For the final project, you'll be designing and building a website of your choice. This project will test your knowledge of front-end web development and ask you to apply everything you've learned in this course. The result will be a website that you can add to your portfolio. You could create: a portfolio website; a marketing website for a startup or business; or a prototype for a simple web-app. Work with your instructor to create project goals that are realistic given the scope and timing of the class.
We recommend you take a look at the GA Gallery for examples of past student work.
Demonstrate an understanding of all topics covered during this course:
Apply knowledge gained during this course by building a website from scratch.
Use your creativity! Instructors will validate feasibility and manage scope.
Demonstrate that you have taken the appropriate steps to plan and build your website by submitting all milestones by their due dates:
Use HTML to correctly structure the DOM:
Use CSS to style the page:
Use JavaScript/jQuery to make pages interactive
Your instructional team will provide feedback on how well you execute best practices. Even though it is not part of the requirements, you should keep these in mind:
Clean And Readable Code. The instructional team should be able to read and follow your code easily. Maintain clean and readable code including: consistent indentation, code commenting (e.g. when closing <div>
tags, demarcating sections of code, describing possibly ambiguous code choices) and use of proper and consistent naming conventions.
Avoid deprecated tags. Uses best practices and build using only supported HTML and CSS tags.
Milestone | Due Date | Deliverable |
---|---|---|
Milestone 1 | Week 01 Day 05 | Project Proposal / Wireframes |
Milestone 2 | Week 02 Day 01 | Draft of HTML / CSS (no JS) |
Milestone 3 | Week 02 Day 03 | First draft of JS |
You can host your final project on the web for free, using GitHub pages. Watch this video and see this getting started guide for more information on how to host your site on GitHub pages. If you run into any problems with GitHub pages, we should be able to help you troubleshoot.
Students will create a new repository on GitHub for their final project and push their code to this new repository when they are ready to submit. The instructional team will grade each technical requirement and provide a numeric grade on a scale: does not meet expectations (0); meets expectations (1); exceeds expectations (2). Note: If bullet points have child bullets, the instructional team should grade the child bullets and not the parent bullet belonging to the child. The maximum possible score on this assignment is 22/22.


▶ _WHAT IS EXPECTED_
The first line of the listing opens the range and the line with "Image is 843x403 pixels." closes it; repeat those lines and all between them word for word, leaving out the pictures.
'''
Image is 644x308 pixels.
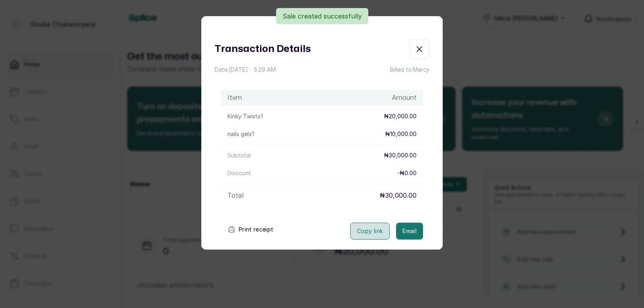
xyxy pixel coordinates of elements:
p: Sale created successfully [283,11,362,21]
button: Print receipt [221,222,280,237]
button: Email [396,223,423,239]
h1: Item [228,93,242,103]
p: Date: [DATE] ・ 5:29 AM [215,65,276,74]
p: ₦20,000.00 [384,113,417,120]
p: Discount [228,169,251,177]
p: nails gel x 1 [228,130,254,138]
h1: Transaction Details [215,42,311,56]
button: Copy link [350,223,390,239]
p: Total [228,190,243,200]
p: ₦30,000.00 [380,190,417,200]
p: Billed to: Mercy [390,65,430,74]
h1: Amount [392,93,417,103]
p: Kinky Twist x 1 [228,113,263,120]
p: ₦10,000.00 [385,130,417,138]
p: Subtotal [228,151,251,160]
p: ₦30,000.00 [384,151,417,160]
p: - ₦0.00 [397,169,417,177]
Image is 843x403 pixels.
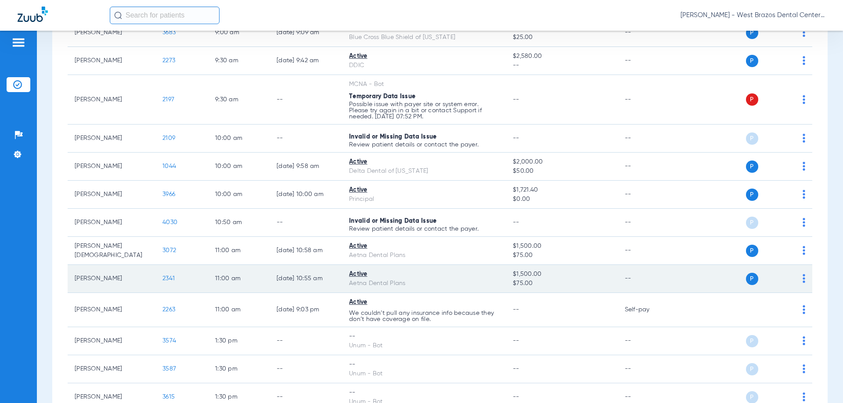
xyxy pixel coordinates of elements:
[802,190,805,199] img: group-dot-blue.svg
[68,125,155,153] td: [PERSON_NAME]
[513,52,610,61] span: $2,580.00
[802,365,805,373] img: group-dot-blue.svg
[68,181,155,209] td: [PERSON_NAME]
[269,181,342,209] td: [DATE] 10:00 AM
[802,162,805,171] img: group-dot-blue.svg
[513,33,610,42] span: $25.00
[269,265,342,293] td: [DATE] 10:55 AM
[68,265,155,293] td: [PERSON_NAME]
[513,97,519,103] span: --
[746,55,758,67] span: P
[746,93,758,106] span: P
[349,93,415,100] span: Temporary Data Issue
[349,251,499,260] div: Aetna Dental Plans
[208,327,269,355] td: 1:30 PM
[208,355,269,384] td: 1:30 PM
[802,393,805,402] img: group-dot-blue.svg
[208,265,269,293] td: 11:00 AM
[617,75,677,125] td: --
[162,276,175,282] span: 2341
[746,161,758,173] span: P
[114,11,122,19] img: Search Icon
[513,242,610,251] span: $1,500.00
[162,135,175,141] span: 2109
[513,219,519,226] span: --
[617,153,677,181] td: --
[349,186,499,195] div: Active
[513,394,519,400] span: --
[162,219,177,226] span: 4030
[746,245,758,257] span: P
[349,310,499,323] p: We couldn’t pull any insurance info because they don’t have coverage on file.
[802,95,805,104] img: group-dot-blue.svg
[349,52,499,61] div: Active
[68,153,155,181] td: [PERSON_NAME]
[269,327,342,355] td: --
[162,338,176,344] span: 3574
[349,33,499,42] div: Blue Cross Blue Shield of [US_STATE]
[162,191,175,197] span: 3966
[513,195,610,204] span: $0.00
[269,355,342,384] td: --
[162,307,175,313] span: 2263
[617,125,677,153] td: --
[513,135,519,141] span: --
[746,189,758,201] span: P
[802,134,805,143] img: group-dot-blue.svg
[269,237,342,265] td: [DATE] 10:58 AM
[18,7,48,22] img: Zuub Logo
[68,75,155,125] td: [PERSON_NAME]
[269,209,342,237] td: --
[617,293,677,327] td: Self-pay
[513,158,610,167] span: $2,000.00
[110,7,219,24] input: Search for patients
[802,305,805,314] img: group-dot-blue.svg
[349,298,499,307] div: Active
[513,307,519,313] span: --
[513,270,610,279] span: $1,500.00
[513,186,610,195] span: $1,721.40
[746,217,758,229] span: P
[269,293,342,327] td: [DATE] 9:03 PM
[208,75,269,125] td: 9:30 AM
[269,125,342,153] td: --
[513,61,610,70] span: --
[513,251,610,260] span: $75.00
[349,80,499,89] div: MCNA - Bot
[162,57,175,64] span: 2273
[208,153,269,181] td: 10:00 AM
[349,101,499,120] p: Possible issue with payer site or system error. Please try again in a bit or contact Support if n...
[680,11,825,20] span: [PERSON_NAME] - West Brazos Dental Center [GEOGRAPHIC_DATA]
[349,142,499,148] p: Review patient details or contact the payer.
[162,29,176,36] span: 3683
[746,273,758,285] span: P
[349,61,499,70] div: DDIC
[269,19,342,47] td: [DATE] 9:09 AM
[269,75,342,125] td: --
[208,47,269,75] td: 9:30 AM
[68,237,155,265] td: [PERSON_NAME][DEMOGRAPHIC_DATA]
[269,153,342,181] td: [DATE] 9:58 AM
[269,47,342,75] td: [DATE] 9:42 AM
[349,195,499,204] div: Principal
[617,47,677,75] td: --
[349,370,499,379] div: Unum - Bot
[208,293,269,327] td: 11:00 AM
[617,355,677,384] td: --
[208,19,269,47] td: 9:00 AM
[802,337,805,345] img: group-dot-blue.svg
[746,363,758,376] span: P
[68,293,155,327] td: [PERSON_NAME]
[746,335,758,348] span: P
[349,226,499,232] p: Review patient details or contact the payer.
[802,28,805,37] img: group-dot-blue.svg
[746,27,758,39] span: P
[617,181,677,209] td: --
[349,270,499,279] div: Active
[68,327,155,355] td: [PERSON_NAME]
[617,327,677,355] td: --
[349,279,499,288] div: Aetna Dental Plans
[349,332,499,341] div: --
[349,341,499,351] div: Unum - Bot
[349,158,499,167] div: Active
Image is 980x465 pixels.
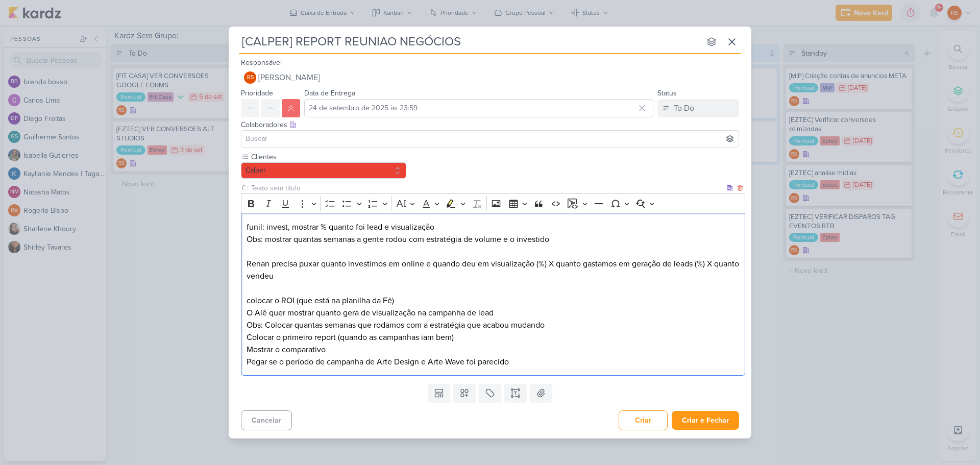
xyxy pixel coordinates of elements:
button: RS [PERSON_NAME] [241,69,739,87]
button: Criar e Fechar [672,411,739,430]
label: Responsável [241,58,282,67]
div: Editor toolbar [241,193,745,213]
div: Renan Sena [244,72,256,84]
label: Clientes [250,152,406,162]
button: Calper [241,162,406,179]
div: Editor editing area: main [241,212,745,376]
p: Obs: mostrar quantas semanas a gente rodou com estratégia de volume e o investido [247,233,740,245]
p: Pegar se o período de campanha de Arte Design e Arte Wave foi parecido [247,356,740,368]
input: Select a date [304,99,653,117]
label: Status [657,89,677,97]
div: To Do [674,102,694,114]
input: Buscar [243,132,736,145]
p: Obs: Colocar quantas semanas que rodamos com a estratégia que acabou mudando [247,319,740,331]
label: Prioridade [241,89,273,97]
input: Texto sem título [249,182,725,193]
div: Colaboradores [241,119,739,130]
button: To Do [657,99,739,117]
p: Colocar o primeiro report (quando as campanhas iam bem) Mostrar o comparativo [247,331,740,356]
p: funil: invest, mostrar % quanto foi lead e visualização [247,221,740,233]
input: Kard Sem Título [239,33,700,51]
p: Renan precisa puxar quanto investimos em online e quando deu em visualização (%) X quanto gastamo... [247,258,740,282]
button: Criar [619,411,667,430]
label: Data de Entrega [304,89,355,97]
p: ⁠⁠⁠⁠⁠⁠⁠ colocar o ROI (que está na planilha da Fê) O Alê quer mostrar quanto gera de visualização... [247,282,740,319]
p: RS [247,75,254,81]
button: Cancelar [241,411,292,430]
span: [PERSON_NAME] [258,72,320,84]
'''
▶ _RESPONSE FOR THIS EXERCISE_
Image is 644x308 pixels.
xyxy pixel coordinates of elements:
p: Sale created successfully [283,11,362,21]
button: Print receipt [221,222,280,237]
button: Email [396,223,423,239]
h1: Item [228,93,242,103]
p: Date: [DATE] ・ 5:29 AM [215,65,276,74]
p: ₦20,000.00 [384,113,417,120]
p: Discount [228,169,251,177]
p: nails gel x 1 [228,130,254,138]
h1: Transaction Details [215,42,311,56]
button: Copy link [350,223,390,239]
p: Total [228,190,243,200]
p: ₦30,000.00 [380,190,417,200]
p: Billed to: Mercy [390,65,430,74]
h1: Amount [392,93,417,103]
p: Kinky Twist x 1 [228,113,263,120]
p: ₦10,000.00 [385,130,417,138]
p: Subtotal [228,151,251,160]
p: ₦30,000.00 [384,151,417,160]
p: - ₦0.00 [397,169,417,177]
Image is 843x403 pixels.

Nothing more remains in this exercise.